Aiming to showcase “ballet for the 21st century”, a six-part program titled Ballet v6.0 has landed this August at New York’s preeminent dance venue, the Joyce Theatre. It has been said that one should not judge a book by its cover; conversely, I suppose, one should not judge a festival by one of its (six) performances. And yet, based on several short works presented this evening by Jessica Lang Dance, I could say that the future of this form is looking every bit as bleak as the current cinematic sci-fi blockbuster Elysium.
Although the troupe founded by Jessica Lang is ostensibly a fledgling company – having had its debut in 2011 – Lang sharpened her choreographic teeth as a freelancer by setting some 75 different works on a multitude of companies around the country over the last thirteen years. That, in and of itself, I have to admit, seems like a formidable accomplishment. Furthermore, according to the press materials, she has been described as a “master of visual composition” and as having “established a reputation for concocting ingenious choreographic interactions between dancing bodies and the movements of striking set and costume pieces”. This also sounds like a good game – if only it could be construed as accurate.
In actuality, the pieces presented this evening offered a very different kind of a display, and offered very little – if anything – in the way of innovation, or advancement of the balletic form. Overall, they negotiated in dramaturgical and choreographic predictability. Three out of four pieces were set to classical music (Vivaldi, Handel, Schumann) and featured dancers engaged in a style I can best describe as “ballet lite” – an anorexic, low-energy sort of dancing that is a far cry from the rigor, bravura and the technical skill set of ballet’s classical origins. The dancers appeared tired and uninspired, not embodying their dancing for the most part, instead displaying emotions that were put on as masks, which read somewhere between interpretive dancing and melodrama.
Likewise, one half of the repertory presented was performed without significant design interventions – costumes, for the most part, were utterly utilitarian, and two out of four works were performed on a bare stage. The remaining two works did feature some form of a noticeable design intervention, but disappointingly so. The first of the two, titled I.N.K., was set to a backdrop of a video projection that covered the entire rear wall of the theatre.
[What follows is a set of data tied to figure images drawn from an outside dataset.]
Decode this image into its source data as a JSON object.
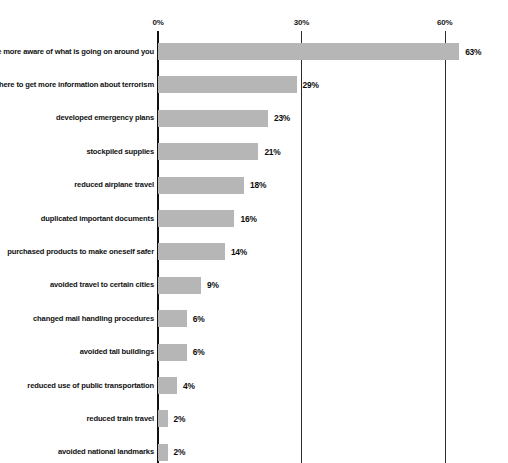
{
  "chart_data": {
    "type": "bar",
    "orientation": "horizontal",
    "title": "",
    "subtitle": "",
    "xlabel": "",
    "ylabel": "",
    "xlim": [
      0,
      66
    ],
    "grid": true,
    "legend": null,
    "axis": {
      "tick_labels": [
        "0%",
        "30%",
        "60%"
      ],
      "tick_values": [
        0,
        30,
        60
      ]
    },
    "value_suffix": "%",
    "bar_color": "#b6b6b6",
    "categories": [
      "become more aware of what is going on around you",
      "learned where to get more information about terrorism",
      "developed emergency plans",
      "stockpiled supplies",
      "reduced airplane travel",
      "duplicated important documents",
      "purchased products to make oneself safer",
      "avoided travel to certain cities",
      "changed mail handling procedures",
      "avoided tall buildings",
      "reduced use of public transportation",
      "reduced train travel",
      "avoided national landmarks"
    ],
    "values": [
      63,
      29,
      23,
      21,
      18,
      16,
      14,
      9,
      6,
      6,
      4,
      2,
      2
    ],
    "value_labels": [
      "63%",
      "29%",
      "23%",
      "21%",
      "18%",
      "16%",
      "14%",
      "9%",
      "6%",
      "6%",
      "4%",
      "2%",
      "2%"
    ]
  }
}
After the initial excitement of a new element being introduced passed, barely a few minutes into the piece, it became obvious that no change would ensue – the video was indeed used as a simple backdrop, and was only superficially integrated into the actual performance, with little to no interaction taking place. In this day and age, when projections have been used for many years by an ever-increasing number of stage directors and choreographers, video design has become a beast of a very different kind compared to what it used to be even just a decade ago. In the field populated by dance makers such as Angelin Preljocaj and Gideon Obarzanek (both veterans of the Joyce stage) who make use of performer-interactive video design with breathtakingly sophisticated results, a work like this feels achingly inadequate. (Not to mention predictable: in come some animated drops on the screen, cue in the water bubbling sounds...)
The second of the two “designed” works I’m referring to, From Foreign Lands and People, contained an element of set design, namely a series of monolithic slabs that the dancers incessantly moved around in different configurations (it reminded me of the table game Jenga, in which players pile up wooden blocks of various sizes) and played a sort of hide-and-seek in between. I had expected something a bit more imaginative.
Make no mistake: I am not arguing against the necessity of a festival that showcases the work of fledgling ballet (or, for that matter, any other art) companies. Let’s just be prudent about the nomenclature, please – if tonight’s works are labeled “version 6.0”, then I don’t know what version should be assigned to, say, Ballet Preljocaj, Chunky Move, or Nederlands Dans Theater – all of whom, ironically, have been presented on this very stage. Suffice it to say, their accomplishments set them a few light years apart from this.